When betrayal comes from someone close, it cuts in a way nothing else does. Betrayal isn’t a scratch . . . it often creates a deep wound. And in those moments, forgiveness can feel like surrendering the case, like letting them win. But it’s not. Forgiveness is releasing your grip on revenge and trusting God to handle what you can’t. Today’s episode explores what a leader can do when someone they trusted stabs them in the back.
Psalm 55:12-14: “If an enemy were insulting me, I could endure it; if a foe were raising himself against me, I could hide from him. But it is you, a man like myself, my companion, my close friend, with whom I once enjoyed sweet fellowship as we walked with the throng at the house of God.”
What Forgiveness Is
- Releasing the right to get revenge.
- Trusting God will bring proper discipline to the individual who betrayed you.

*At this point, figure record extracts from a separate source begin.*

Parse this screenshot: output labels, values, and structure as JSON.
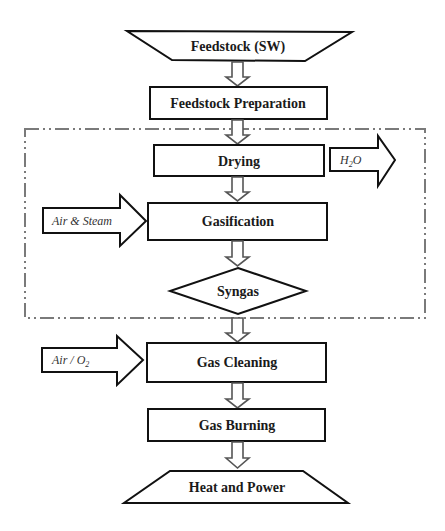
{
  "diagram": {
    "nodes": [
      {
        "id": "feedstock",
        "label": "Feedstock (SW)",
        "shape": "trapezoid-inverted"
      },
      {
        "id": "feedstock_prep",
        "label": "Feedstock Preparation",
        "shape": "rectangle"
      },
      {
        "id": "drying",
        "label": "Drying",
        "shape": "rectangle"
      },
      {
        "id": "gasification",
        "label": "Gasification",
        "shape": "rectangle"
      },
      {
        "id": "syngas",
        "label": "Syngas",
        "shape": "diamond"
      },
      {
        "id": "gas_cleaning",
        "label": "Gas Cleaning",
        "shape": "rectangle"
      },
      {
        "id": "gas_burning",
        "label": "Gas Burning",
        "shape": "rectangle"
      },
      {
        "id": "heat_power",
        "label": "Heat and Power",
        "shape": "trapezoid"
      }
    ],
    "side_flows": [
      {
        "id": "h2o_out",
        "label_main": "H",
        "label_sub": "2",
        "label_tail": "O",
        "direction": "out",
        "attached_to": "drying"
      },
      {
        "id": "air_steam_in",
        "label": "Air & Steam",
        "direction": "in",
        "attached_to": "gasification"
      },
      {
        "id": "air_o2_in",
        "label_main": "Air / O",
        "label_sub": "2",
        "direction": "in",
        "attached_to": "gas_cleaning"
      }
    ],
    "edges": [
      [
        "feedstock",
        "feedstock_prep"
      ],
      [
        "feedstock_prep",
        "drying"
      ],
      [
        "drying",
        "gasification"
      ],
      [
        "gasification",
        "syngas"
      ],
      [
        "syngas",
        "gas_cleaning"
      ],
      [
        "gas_cleaning",
        "gas_burning"
      ],
      [
        "gas_burning",
        "heat_power"
      ]
    ],
    "boundary": {
      "encloses": [
        "drying",
        "gasification",
        "syngas"
      ],
      "style": "dash-dot"
    },
    "colors": {
      "stroke": "#111111",
      "flow_arrow": "#555555",
      "boundary": "#7a7a7a",
      "background": "#ffffff"
    }
  }
}
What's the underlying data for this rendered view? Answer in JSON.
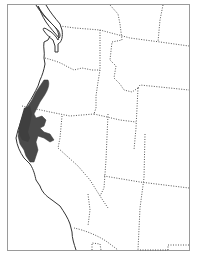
{
  "map": {
    "type": "range-map",
    "region": "Western United States",
    "highlighted_range": "Northern California and southwestern Oregon coastal region",
    "colors": {
      "background": "#ffffff",
      "frame": "#9a9a9a",
      "coastline": "#333333",
      "state_borders": "#555555",
      "range_fill": "#4a4a4a"
    },
    "legend": ""
  }
}
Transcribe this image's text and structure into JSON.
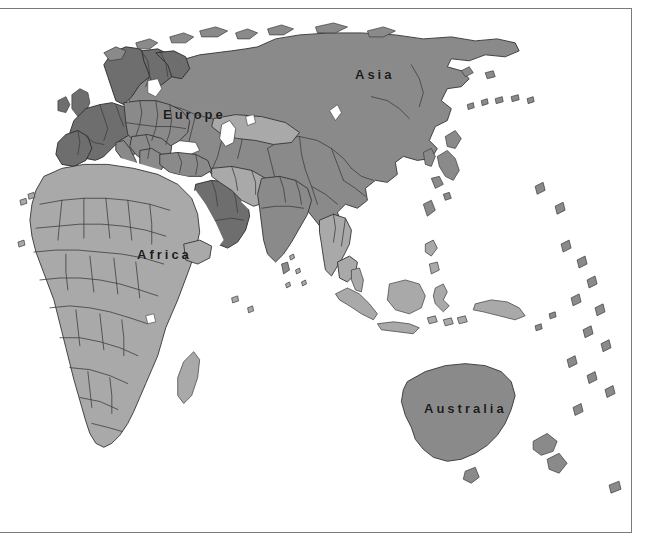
{
  "canvas": {
    "width": 652,
    "height": 550,
    "background": "#ffffff"
  },
  "frame": {
    "name": "map-frame",
    "x": 0,
    "y": 8,
    "width": 632,
    "height": 525,
    "border_color": "#7a7a7a",
    "border_width": 1,
    "fill": "#ffffff"
  },
  "map": {
    "title": "World map (Eastern Hemisphere)",
    "ocean_color": "#ffffff",
    "land_color": "#8a8a8a",
    "land_light_color": "#a9a9a9",
    "land_highlight_color": "#6e6e6e",
    "border_stroke": "#2b2b2b",
    "coast_stroke": "#3a3a3a",
    "projection_note": "Eastern Hemisphere: Europe, Africa, Asia, Australia",
    "labels": [
      {
        "text": "Asia",
        "x": 355,
        "y": 66,
        "name": "map-label-asia"
      },
      {
        "text": "Europe",
        "x": 163,
        "y": 106,
        "name": "map-label-europe"
      },
      {
        "text": "Africa",
        "x": 137,
        "y": 246,
        "name": "map-label-africa"
      },
      {
        "text": "Australia",
        "x": 424,
        "y": 400,
        "name": "map-label-australia"
      }
    ],
    "regions": [
      {
        "name": "asia",
        "label": "Asia",
        "shade": "#8a8a8a",
        "highlighted": false
      },
      {
        "name": "europe",
        "label": "Europe",
        "shade": "#8a8a8a",
        "highlighted": false
      },
      {
        "name": "africa",
        "label": "Africa",
        "shade": "#a9a9a9",
        "highlighted": false
      },
      {
        "name": "australia",
        "label": "Australia",
        "shade": "#8a8a8a",
        "highlighted": false
      },
      {
        "name": "scandinavia",
        "label": "Norway / Sweden / Finland",
        "shade": "#6e6e6e",
        "highlighted": true
      },
      {
        "name": "western-europe",
        "label": "UK / France / Spain / Germany",
        "shade": "#6e6e6e",
        "highlighted": true
      },
      {
        "name": "arabian-peninsula",
        "label": "Saudi Arabia",
        "shade": "#6e6e6e",
        "highlighted": true
      },
      {
        "name": "kazakhstan",
        "label": "Kazakhstan",
        "shade": "#a9a9a9",
        "highlighted": false
      },
      {
        "name": "north-africa",
        "label": "North Africa",
        "shade": "#a9a9a9",
        "highlighted": false
      },
      {
        "name": "india",
        "label": "India",
        "shade": "#8a8a8a",
        "highlighted": false
      },
      {
        "name": "southeast-asia",
        "label": "Southeast Asia",
        "shade": "#a9a9a9",
        "highlighted": false
      },
      {
        "name": "new-zealand",
        "label": "New Zealand",
        "shade": "#8a8a8a",
        "highlighted": false
      },
      {
        "name": "japan",
        "label": "Japan",
        "shade": "#8a8a8a",
        "highlighted": false
      },
      {
        "name": "madagascar",
        "label": "Madagascar",
        "shade": "#a9a9a9",
        "highlighted": false
      }
    ]
  }
}
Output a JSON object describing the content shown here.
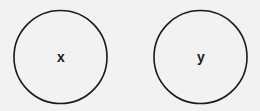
{
  "diagram": {
    "nodes": [
      {
        "id": "x",
        "label": "x",
        "cx": 60.5,
        "cy": 57,
        "r": 46.5
      },
      {
        "id": "y",
        "label": "y",
        "cx": 200.5,
        "cy": 57,
        "r": 46.5
      }
    ],
    "colors": {
      "stroke": "#1a1a1a",
      "background": "#f2f2f2"
    }
  }
}
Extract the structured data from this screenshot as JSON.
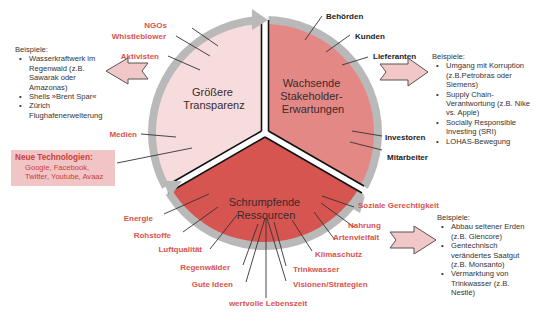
{
  "colors": {
    "segment_transparency": "#f6dcdc",
    "segment_stakeholder": "#e48886",
    "segment_resources": "#d65550",
    "ring": "#b8b8b8",
    "label_red": "#d9534f",
    "label_dark": "#222222",
    "arrow_fill": "#f2c7c7",
    "newtech_bg": "#f1c5c5"
  },
  "segments": {
    "transparency": {
      "title_line1": "Größere",
      "title_line2": "Transparenz"
    },
    "stakeholder": {
      "title_line1": "Wachsende",
      "title_line2": "Stakeholder-",
      "title_line3": "Erwartungen"
    },
    "resources": {
      "title_line1": "Schrumpfende",
      "title_line2": "Ressourcen"
    }
  },
  "labels": {
    "transparency": [
      "NGOs",
      "Whistleblower",
      "Aktivisten",
      "Medien"
    ],
    "stakeholder": [
      "Behörden",
      "Kunden",
      "Lieferanten",
      "Investoren",
      "Mitarbeiter"
    ],
    "resources": [
      "Energie",
      "Rohstoffe",
      "Luftqualität",
      "Regenwälder",
      "Gute Ideen",
      "wertvolle Lebenszeit",
      "Visionen/Strategien",
      "Trinkwasser",
      "Klimaschutz",
      "Artenvielfalt",
      "Nahrung",
      "Soziale Gerechtigkeit"
    ]
  },
  "new_technologies": {
    "heading": "Neue Technologien:",
    "line1": "Google, Facebook,",
    "line2": "Twitter, Youtube, Avaaz"
  },
  "examples_left": {
    "title": "Beispiele:",
    "items": [
      "Wasserkraftwerk im Regenwald (z.B. Sawarak oder Amazonas)",
      "Shells »Brent Spar«",
      "Zürich Flughafenerweiterung"
    ]
  },
  "examples_right_top": {
    "title": "Beispiele:",
    "items": [
      "Umgang mit Korruption (z.B.Petrobras oder Siemens)",
      "Supply Chain-Verantwortung (z.B. Nike vs. Apple)",
      "Socially Responsible Investing (SRI)",
      "LOHAS-Bewegung"
    ]
  },
  "examples_right_bottom": {
    "title": "Beispiele:",
    "items": [
      "Abbau seltener Erden (z.B. Glencore)",
      "Gentechnisch verändertes Saatgut (z.B. Monsanto)",
      "Vermarktung von Trinkwasser (z.B. Nestlé)"
    ]
  }
}
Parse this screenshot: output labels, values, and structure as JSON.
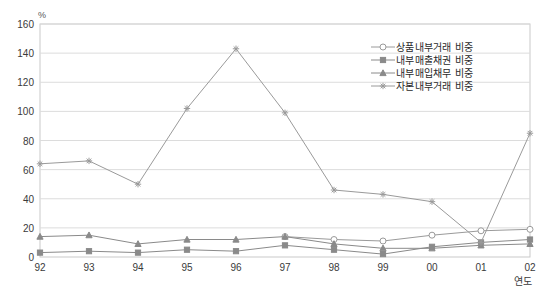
{
  "corner_note": "",
  "unit_label": "%",
  "xaxis_title": "연도",
  "legend": {
    "items": [
      {
        "label": "상품내부거래 비중",
        "marker": "circle-open",
        "color": "#9a9a9a"
      },
      {
        "label": "내부매출채권 비중",
        "marker": "square-filled",
        "color": "#8a8a8a"
      },
      {
        "label": "내부매입채무 비중",
        "marker": "triangle-filled",
        "color": "#8a8a8a"
      },
      {
        "label": "자본내부거래 비중",
        "marker": "star",
        "color": "#9a9a9a"
      }
    ]
  },
  "chart_data": {
    "type": "line",
    "title": "",
    "xlabel": "연도",
    "ylabel": "%",
    "ylim": [
      0,
      160
    ],
    "ytick_step": 20,
    "yticks": [
      0,
      20,
      40,
      60,
      80,
      100,
      120,
      140,
      160
    ],
    "grid": true,
    "legend_position": "top-right",
    "categories": [
      "92",
      "93",
      "94",
      "95",
      "96",
      "97",
      "98",
      "99",
      "00",
      "01",
      "02"
    ],
    "series": [
      {
        "name": "상품내부거래 비중",
        "marker": "circle-open",
        "color": "#9a9a9a",
        "values": [
          null,
          null,
          null,
          null,
          null,
          14,
          12,
          11,
          15,
          18,
          19
        ]
      },
      {
        "name": "내부매출채권 비중",
        "marker": "square-filled",
        "color": "#8a8a8a",
        "values": [
          3,
          4,
          3,
          5,
          4,
          8,
          5,
          2,
          7,
          10,
          12
        ]
      },
      {
        "name": "내부매입채무 비중",
        "marker": "triangle-filled",
        "color": "#8a8a8a",
        "values": [
          14,
          15,
          9,
          12,
          12,
          14,
          9,
          6,
          6,
          8,
          9
        ]
      },
      {
        "name": "자본내부거래 비중",
        "marker": "star",
        "color": "#9a9a9a",
        "values": [
          64,
          66,
          50,
          102,
          143,
          99,
          46,
          43,
          38,
          10,
          85
        ]
      }
    ]
  }
}
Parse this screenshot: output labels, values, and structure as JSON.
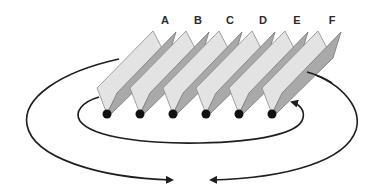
{
  "diagram": {
    "labels": [
      "A",
      "B",
      "C",
      "D",
      "E",
      "F"
    ],
    "colors": {
      "light_panel": "#e3e3e3",
      "dark_panel": "#a9a9a9",
      "arrows": "#1e1e1e",
      "pivot_dots": "#111111"
    },
    "arrows": [
      {
        "name": "outer-left-flow",
        "direction": "counterclockwise from plate A, around left, ending pointing right at bottom center"
      },
      {
        "name": "outer-right-flow",
        "direction": "clockwise from plate F, around right, ending pointing left at bottom center"
      },
      {
        "name": "inner-loop-flow",
        "direction": "from left of plate A, under the pivot dots, curling up to point at plate F"
      }
    ]
  }
}
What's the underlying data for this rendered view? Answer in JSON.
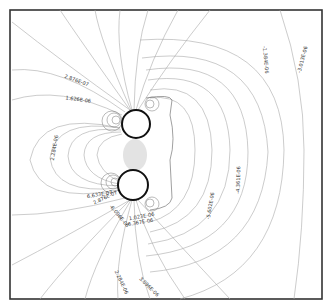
{
  "figure": {
    "type": "contour-plot",
    "colors": {
      "background": "#ffffff",
      "frame": "#333333",
      "contour": "#aaaaaa",
      "contour_dense": "#666666",
      "circle": "#111111",
      "label": "#333333"
    },
    "frame": {
      "x": 10,
      "y": 10,
      "width": 312,
      "height": 289
    },
    "circles": [
      {
        "name": "upper-conductor",
        "cx": 136,
        "cy": 124,
        "r": 14
      },
      {
        "name": "lower-conductor",
        "cx": 133,
        "cy": 185,
        "r": 15
      }
    ],
    "labels": [
      {
        "text": "2.876E-07",
        "x": 76,
        "y": 82,
        "angle": 20
      },
      {
        "text": "1.626E-06",
        "x": 78,
        "y": 101,
        "angle": 8
      },
      {
        "text": "2.284E-06",
        "x": 56,
        "y": 148,
        "angle": -80
      },
      {
        "text": "-1.384E-06",
        "x": 264,
        "y": 60,
        "angle": 85
      },
      {
        "text": "-3.013E-06",
        "x": 304,
        "y": 60,
        "angle": -75
      },
      {
        "text": "-4.361E-06",
        "x": 240,
        "y": 180,
        "angle": -88
      },
      {
        "text": "-5.602E-06",
        "x": 212,
        "y": 206,
        "angle": -80
      },
      {
        "text": "6.633E-07",
        "x": 100,
        "y": 196,
        "angle": -10
      },
      {
        "text": "2.876E-07",
        "x": 106,
        "y": 199,
        "angle": -25
      },
      {
        "text": "-6.096E-06",
        "x": 118,
        "y": 217,
        "angle": 50
      },
      {
        "text": "1.023E-06",
        "x": 142,
        "y": 218,
        "angle": -10
      },
      {
        "text": "-6.367E-06",
        "x": 140,
        "y": 224,
        "angle": -10
      },
      {
        "text": "2.284E-06",
        "x": 120,
        "y": 283,
        "angle": 65
      },
      {
        "text": "3.096E-06",
        "x": 148,
        "y": 288,
        "angle": 45
      }
    ]
  }
}
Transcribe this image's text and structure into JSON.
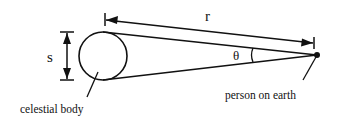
{
  "diagram": {
    "labels": {
      "size": "s",
      "distance": "r",
      "angle": "θ",
      "body": "celestial body",
      "observer": "person on earth"
    },
    "colors": {
      "stroke": "#111111",
      "background": "#ffffff"
    }
  }
}
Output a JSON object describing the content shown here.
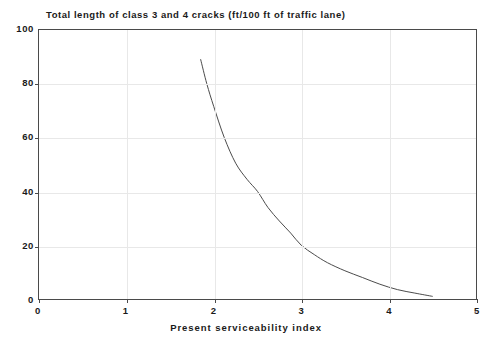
{
  "chart_data": {
    "type": "line",
    "title": "Total length of class 3 and 4 cracks (ft/100 ft of traffic lane)",
    "xlabel": "Present serviceability index",
    "ylabel": "",
    "xlim": [
      0,
      5
    ],
    "ylim": [
      0,
      100
    ],
    "xticks": [
      "0",
      "1",
      "2",
      "3",
      "4",
      "5"
    ],
    "xtick_values": [
      0,
      1,
      2,
      3,
      4,
      5
    ],
    "yticks": [
      "0",
      "20",
      "40",
      "60",
      "80",
      "100"
    ],
    "ytick_values": [
      0,
      20,
      40,
      60,
      80,
      100
    ],
    "grid": true,
    "legend": "none",
    "line_color": "#4a4a4a",
    "frame_color": "#4a4a4a",
    "grid_color": "#e8e8e8",
    "background_color": "#ffffff",
    "series": [
      {
        "name": "Total length of class 3 and 4 cracks",
        "x": [
          1.85,
          1.92,
          2.0,
          2.12,
          2.25,
          2.38,
          2.5,
          2.62,
          2.75,
          2.88,
          3.0,
          3.15,
          3.3,
          3.5,
          3.7,
          3.9,
          4.1,
          4.3,
          4.5
        ],
        "values": [
          89.0,
          80.0,
          71.5,
          60.0,
          50.5,
          44.5,
          40.0,
          34.0,
          29.0,
          24.5,
          20.0,
          16.5,
          13.5,
          10.5,
          8.0,
          5.5,
          3.5,
          2.2,
          1.0
        ]
      }
    ]
  },
  "chart": {
    "title": "Total length of class 3 and 4 cracks (ft/100 ft of traffic lane)",
    "xaxis_title": "Present serviceability index"
  }
}
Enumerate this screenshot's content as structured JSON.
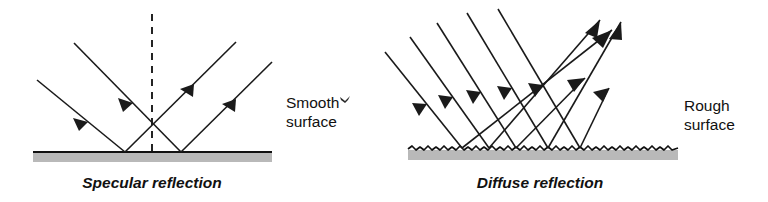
{
  "figure": {
    "background_color": "#ffffff",
    "ink_color": "#1a1a1a",
    "surface_fill_color": "#b9b9b9",
    "width": 768,
    "height": 202
  },
  "labels": {
    "smooth_line1": "Smooth",
    "smooth_line2": "surface",
    "rough_line1": "Rough",
    "rough_line2": "surface",
    "caption_left": "Specular reflection",
    "caption_right": "Diffuse reflection"
  },
  "panels": [
    {
      "id": "specular",
      "name": "specular-reflection-panel",
      "caption": "Specular reflection",
      "surface_label": "Smooth surface",
      "surface_type": "smooth",
      "surface": {
        "x1": 33,
        "x2": 272,
        "y": 152,
        "thickness": 9
      },
      "normal": {
        "x": 152,
        "y_top": 14,
        "y_bottom": 152,
        "style": "dashed"
      },
      "incident_rays": [
        {
          "x1": 74,
          "y1": 43,
          "x2": 181,
          "y2": 152,
          "arrow_t": 0.55
        },
        {
          "x1": 37,
          "y1": 80,
          "x2": 125,
          "y2": 152,
          "arrow_t": 0.55
        }
      ],
      "reflected_rays": [
        {
          "x1": 125,
          "y1": 152,
          "x2": 236,
          "y2": 42,
          "arrow_t": 0.55
        },
        {
          "x1": 181,
          "y1": 152,
          "x2": 272,
          "y2": 62,
          "arrow_t": 0.55
        }
      ],
      "crossing_point": {
        "x": 152,
        "y": 123
      }
    },
    {
      "id": "diffuse",
      "name": "diffuse-reflection-panel",
      "caption": "Diffuse reflection",
      "surface_label": "Rough surface",
      "surface_type": "rough",
      "surface": {
        "x1": 408,
        "x2": 678,
        "y": 149,
        "thickness": 9
      },
      "incident_rays": [
        {
          "x1": 410,
          "y1": 37,
          "x2": 489,
          "y2": 148,
          "arrow_t": 0.52
        },
        {
          "x1": 437,
          "y1": 23,
          "x2": 516,
          "y2": 148,
          "arrow_t": 0.52
        },
        {
          "x1": 467,
          "y1": 13,
          "x2": 548,
          "y2": 148,
          "arrow_t": 0.52
        },
        {
          "x1": 498,
          "y1": 9,
          "x2": 580,
          "y2": 148,
          "arrow_t": 0.52
        },
        {
          "x1": 385,
          "y1": 52,
          "x2": 462,
          "y2": 148,
          "arrow_t": 0.5
        }
      ],
      "reflected_rays": [
        {
          "x1": 462,
          "y1": 148,
          "x2": 612,
          "y2": 30,
          "arrow_t": 0.92
        },
        {
          "x1": 489,
          "y1": 148,
          "x2": 600,
          "y2": 20,
          "arrow_t": 0.93
        },
        {
          "x1": 548,
          "y1": 148,
          "x2": 621,
          "y2": 22,
          "arrow_t": 0.93
        },
        {
          "x1": 516,
          "y1": 148,
          "x2": 585,
          "y2": 78,
          "arrow_t": 0.92
        },
        {
          "x1": 580,
          "y1": 148,
          "x2": 609,
          "y2": 88,
          "arrow_t": 0.9
        }
      ]
    }
  ],
  "artifacts": [
    {
      "name": "scan-speck",
      "x": 344,
      "y": 97
    }
  ]
}
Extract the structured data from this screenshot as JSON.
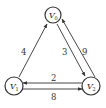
{
  "diagram": {
    "type": "directed-weighted-graph",
    "nodes": [
      {
        "id": "V0",
        "label": "V",
        "subscript": "0",
        "x": 53,
        "y": 15
      },
      {
        "id": "V1",
        "label": "V",
        "subscript": "1",
        "x": 14,
        "y": 85
      },
      {
        "id": "V2",
        "label": "V",
        "subscript": "2",
        "x": 91,
        "y": 85
      }
    ],
    "edges": [
      {
        "from": "V1",
        "to": "V0",
        "weight": "4"
      },
      {
        "from": "V0",
        "to": "V2",
        "weight": "3"
      },
      {
        "from": "V2",
        "to": "V0",
        "weight": "9"
      },
      {
        "from": "V2",
        "to": "V1",
        "weight": "2"
      },
      {
        "from": "V1",
        "to": "V2",
        "weight": "8"
      }
    ]
  }
}
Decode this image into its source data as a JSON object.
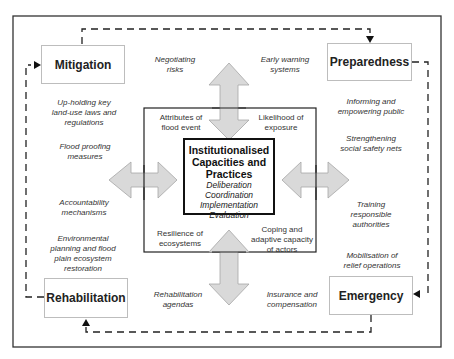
{
  "diagram": {
    "center": {
      "title_lines": [
        "Institutionalised",
        "Capacities and",
        "Practices"
      ],
      "items": [
        "Deliberation",
        "Coordination",
        "Implementation",
        "Evaluation"
      ]
    },
    "inner_attributes": {
      "top_left": [
        "Attributes of",
        "flood event"
      ],
      "top_right": [
        "Likelihood of",
        "exposure"
      ],
      "bottom_left": [
        "Resilience of",
        "ecosystems"
      ],
      "bottom_right": [
        "Coping and",
        "adaptive capacity",
        "of actors"
      ]
    },
    "phases": {
      "mitigation": "Mitigation",
      "preparedness": "Preparedness",
      "emergency": "Emergency",
      "rehabilitation": "Rehabilitation"
    },
    "notes": {
      "negotiating_risks": [
        "Negotiating",
        "risks"
      ],
      "early_warning": [
        "Early warning",
        "systems"
      ],
      "upholding_laws": [
        "Up-holding key",
        "land-use laws and",
        "regulations"
      ],
      "flood_proofing": [
        "Flood proofing",
        "measures"
      ],
      "accountability": [
        "Accountability",
        "mechanisms"
      ],
      "environmental_planning": [
        "Environmental",
        "planning and flood",
        "plain ecosystem",
        "restoration"
      ],
      "informing_public": [
        "Informing and",
        "empowering public"
      ],
      "safety_nets": [
        "Strengthening",
        "social safety nets"
      ],
      "training": [
        "Training",
        "responsible",
        "authorities"
      ],
      "mobilisation": [
        "Mobilisation of",
        "relief operations"
      ],
      "rehabilitation_agendas": [
        "Rehabilitation",
        "agendas"
      ],
      "insurance": [
        "Insurance and",
        "compensation"
      ]
    },
    "colors": {
      "arrow_fill": "#d9d9d9",
      "arrow_stroke": "#a6a6a6",
      "border": "#333333",
      "dashed": "#222222"
    }
  }
}
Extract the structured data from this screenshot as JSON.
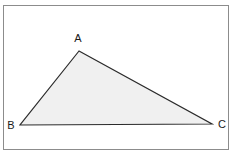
{
  "figure": {
    "kind": "geometry-diagram",
    "shape_name": "triangle",
    "background_color": "#ffffff",
    "frame": {
      "border_color": "#8c8c8c",
      "x": 3,
      "y": 5,
      "width": 226,
      "height": 145
    },
    "triangle": {
      "fill_color": "#f0f0f0",
      "stroke_color": "#2b2b2b",
      "stroke_width": 1.2,
      "points": "79,51 20,125 212,124",
      "vertices": [
        {
          "id": "A",
          "label": "A",
          "x": 79,
          "y": 51,
          "label_x": 78,
          "label_y": 42
        },
        {
          "id": "B",
          "label": "B",
          "x": 20,
          "y": 125,
          "label_x": 11,
          "label_y": 125
        },
        {
          "id": "C",
          "label": "C",
          "x": 212,
          "y": 124,
          "label_x": 222,
          "label_y": 124
        }
      ]
    }
  }
}
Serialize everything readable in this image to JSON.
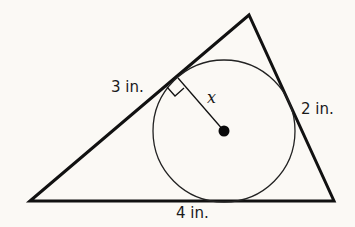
{
  "diagram": {
    "type": "geometry",
    "triangle": {
      "vertices": [
        [
          30,
          201
        ],
        [
          249,
          15
        ],
        [
          334,
          201
        ]
      ],
      "stroke": "#111111"
    },
    "circle": {
      "center": [
        224,
        131
      ],
      "radius": 71,
      "stroke": "#222222"
    },
    "labels": {
      "left_side": "3 in.",
      "right_side": "2 in.",
      "bottom_side": "4 in.",
      "radius": "x"
    },
    "annotations": {
      "right_angle_marker": true,
      "center_dot": true
    }
  }
}
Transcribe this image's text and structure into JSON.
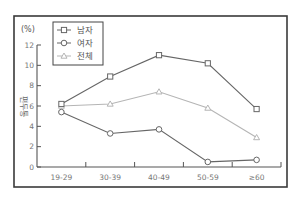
{
  "chart_data": {
    "type": "line",
    "title": "",
    "unit_label": "(%)",
    "xlabel": "",
    "ylabel": "편두통",
    "ylim": [
      0,
      12
    ],
    "yticks": [
      0,
      2,
      4,
      6,
      8,
      10,
      12
    ],
    "grid": false,
    "legend_position": "top-left",
    "categories": [
      "19-29",
      "30-39",
      "40-49",
      "50-59",
      "≥60"
    ],
    "series": [
      {
        "name": "남자",
        "marker": "square",
        "color": "#666666",
        "values": [
          6.2,
          8.9,
          11.0,
          10.2,
          5.7
        ]
      },
      {
        "name": "여자",
        "marker": "circle",
        "color": "#666666",
        "values": [
          5.4,
          3.3,
          3.7,
          0.5,
          0.7
        ]
      },
      {
        "name": "전체",
        "marker": "triangle",
        "color": "#b5b5b5",
        "values": [
          6.0,
          6.2,
          7.4,
          5.8,
          2.9
        ]
      }
    ]
  }
}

- Forgiveness can feel like we are letting our betrayer win. But it really is about freedom.
Forgiveness is Not
- Saying it didn’t hurt
- Reconciliation – forgiveness takes one person, reconciliation takes two.
- Trust –You can forgive and still keep safe boundaries.
Where do we start when we feel deeply betrayed by someone close?
- Name the hurt honestly.
- Bring it to God repeatedly.
- Choose forgiveness.
- Set wise boundaries when/where needed
- Allow time for healing – with deep betrayal, forgiveness usually happens in layers.
Forgiveness doesn’t mean the betrayal didn’t matter. It means it doesn’t get the final word.